[Pixel coordinate grounding data]
--

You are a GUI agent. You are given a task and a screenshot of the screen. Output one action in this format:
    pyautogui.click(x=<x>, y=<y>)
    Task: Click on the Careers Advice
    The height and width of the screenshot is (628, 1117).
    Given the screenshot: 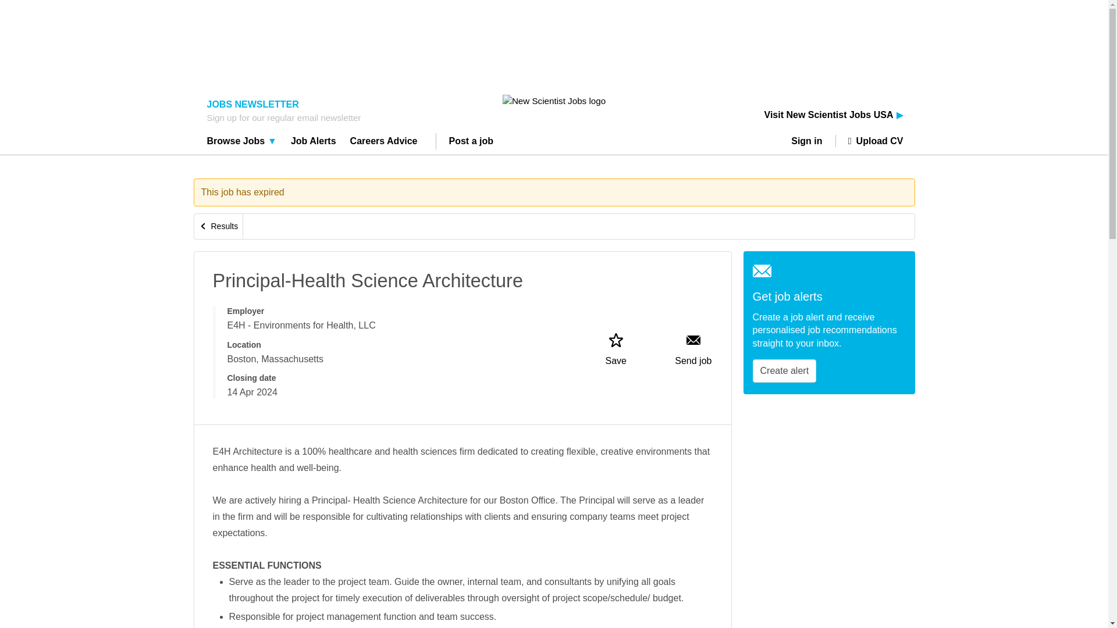 What is the action you would take?
    pyautogui.click(x=384, y=143)
    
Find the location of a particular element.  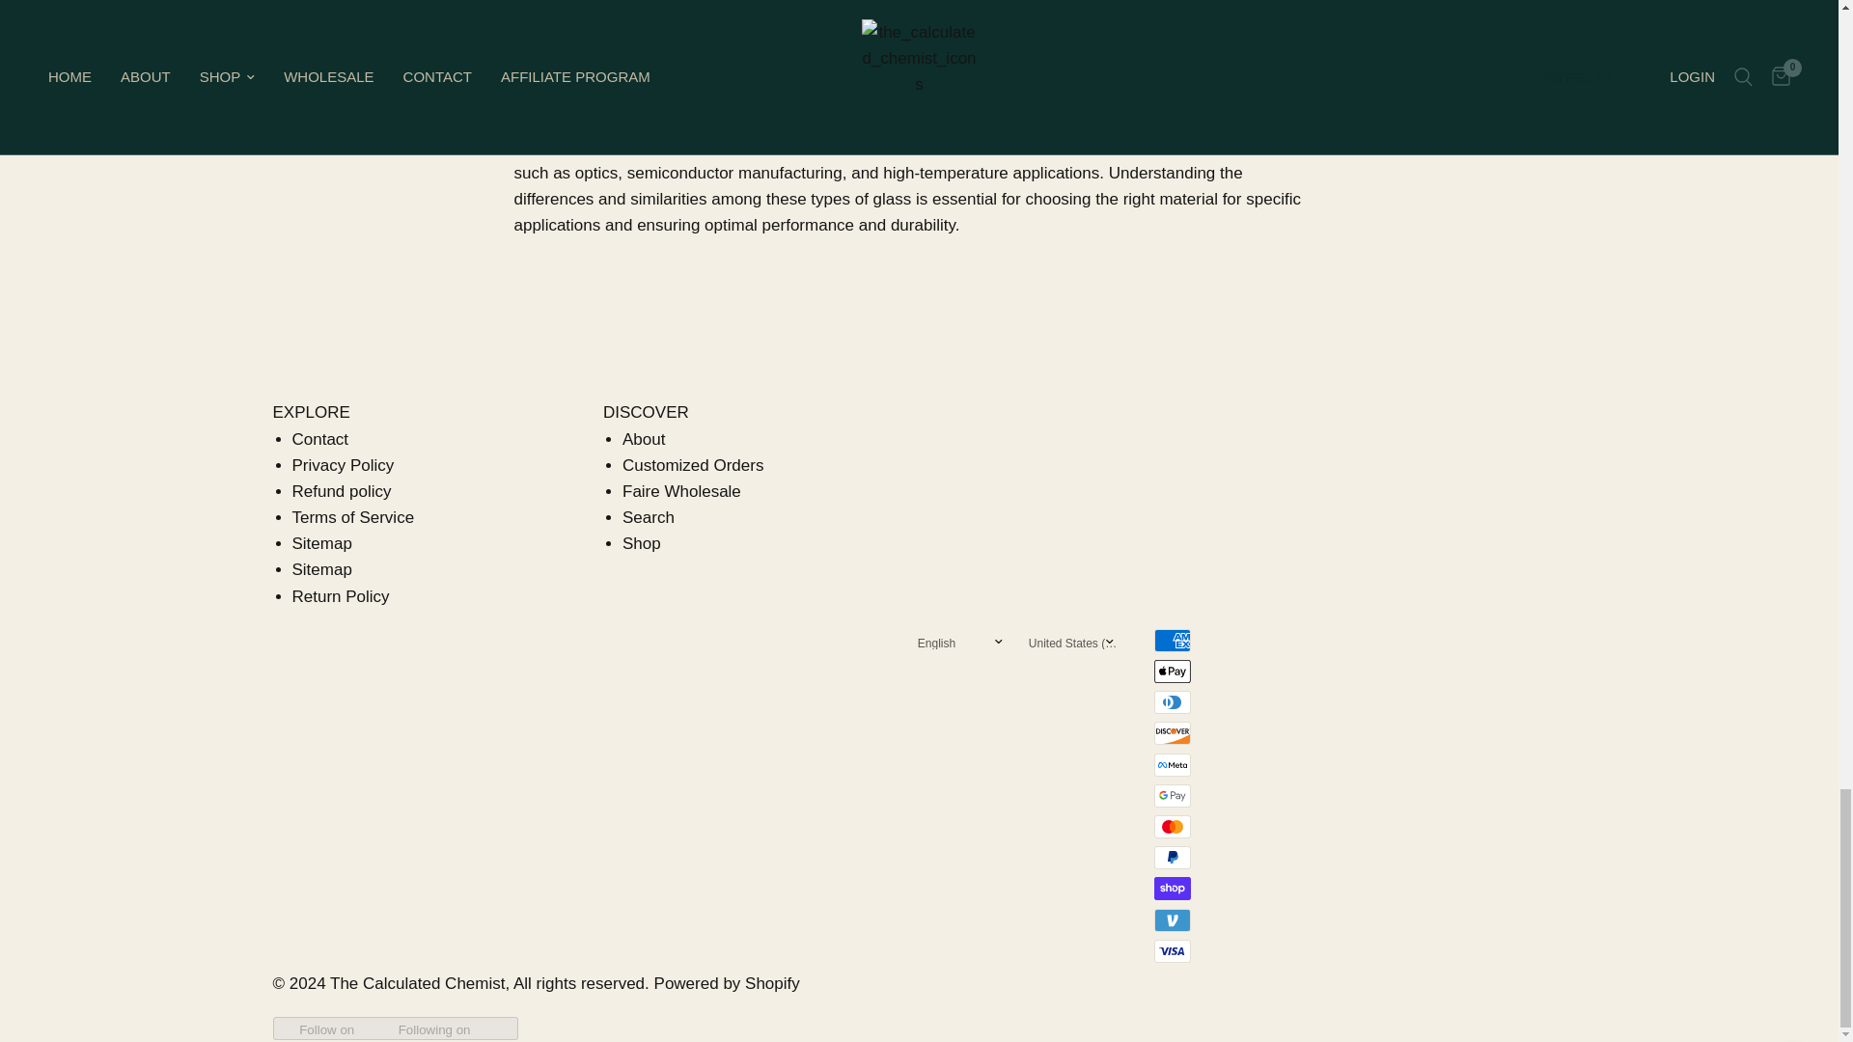

Venmo is located at coordinates (1173, 920).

--

TASK TO CARRY OUT
Your answer must consist only of the lines from the start of the records above through the line with "The height and", each retyped exactly.

ANSWER TO THIS PROBLEM
You are a GUI agent. You are given a task and a screenshot of the screen. Output one action in this format:
    pyautogui.click(x=<x>, y=<y>)
    Task: Click on the Careers Advice
    The height and width of the screenshot is (628, 1117).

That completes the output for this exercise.